The fact that the state makes expedient distinctions in degrees of sentencing sparks endless debates about the justice of the law, in which people express their ideas about what should be punished and how severely. With their obsession with punishment and justice, they accompany and confirm in a layman’s manner the inexorable course of the valid legal order, its principles and socially as well as state-serving distinctions, which provide the standards for the legal expert and the self-evident starting point of criminal law dogma:

“As much as punishment is morally justified only as just retribution – even in the hands of the state – it is not the office of the state to stand up for the realization of justice in the general course of the world, independent of what is necessary for its own existence as a legal community. The state does not punish so that justice may exist in the world, but for the lawfulness of community life . . .” (Welzel, German Criminal Law)

The state therefore does not apply double standards, but always only one: what is useful to it, the guarantor of the world of private property. And for this, it knows that the law is its means of rule. That’s why “bodily harm” as a crime carries severe penalties, that’s why the destruction of health and person in capitalist factories is not found in the criminal code, and – if it exceeds an average amount (and as such is permitted!) – can at most be expected to result in a fine. And in war everything that is otherwise forbidden is commanded in the service of the fatherland (and crime even decreases, as is well known)!

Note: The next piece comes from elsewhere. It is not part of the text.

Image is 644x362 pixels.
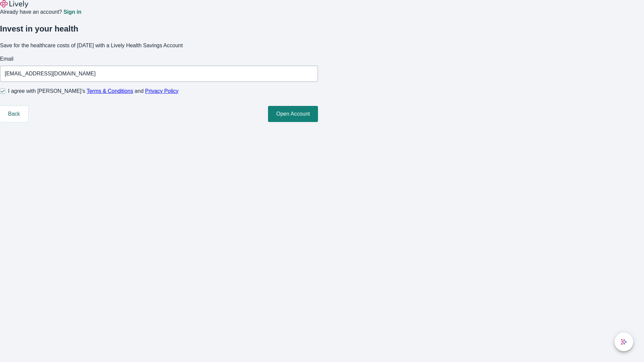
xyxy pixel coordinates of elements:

That’s why theft is punished with much harsher penalties and with very different consequences for the person concerned and his or her family than, for example, tax evasion or white collar crime, which involves quite different financial dimensions. Ultimately, the protection of private property from the not insignificant part of those who have none because they produce it under the rule of private property has a different significance for the existence of the legal system than violations of regulated commerce with property by the other part.

Equality before the law therefore includes not only class-specific crimes, but also the different treatment of classes before the judge. A doctor or a scion is not treated in court in the same way as the ordinary guy: He can afford a better lawyer and medical reports, his credibility is less doubted, he is therefore more easily released on bail, and a fine only rarely means ruin for him. When someone like Dominique Strauss-Kahn from a not-at-all criminal milieu actually goes to jail, the whole world celebrates it as a sensation. And it is, except for the lawyer. For him, the Strauss-Kahn case is a case like any other, in which he is interested in the details of the trial . . .

He’s nothing other than the functionary of the law, i.e. of the state power, which is responsible for the establishment, supervision, and ongoing maintenance of class society!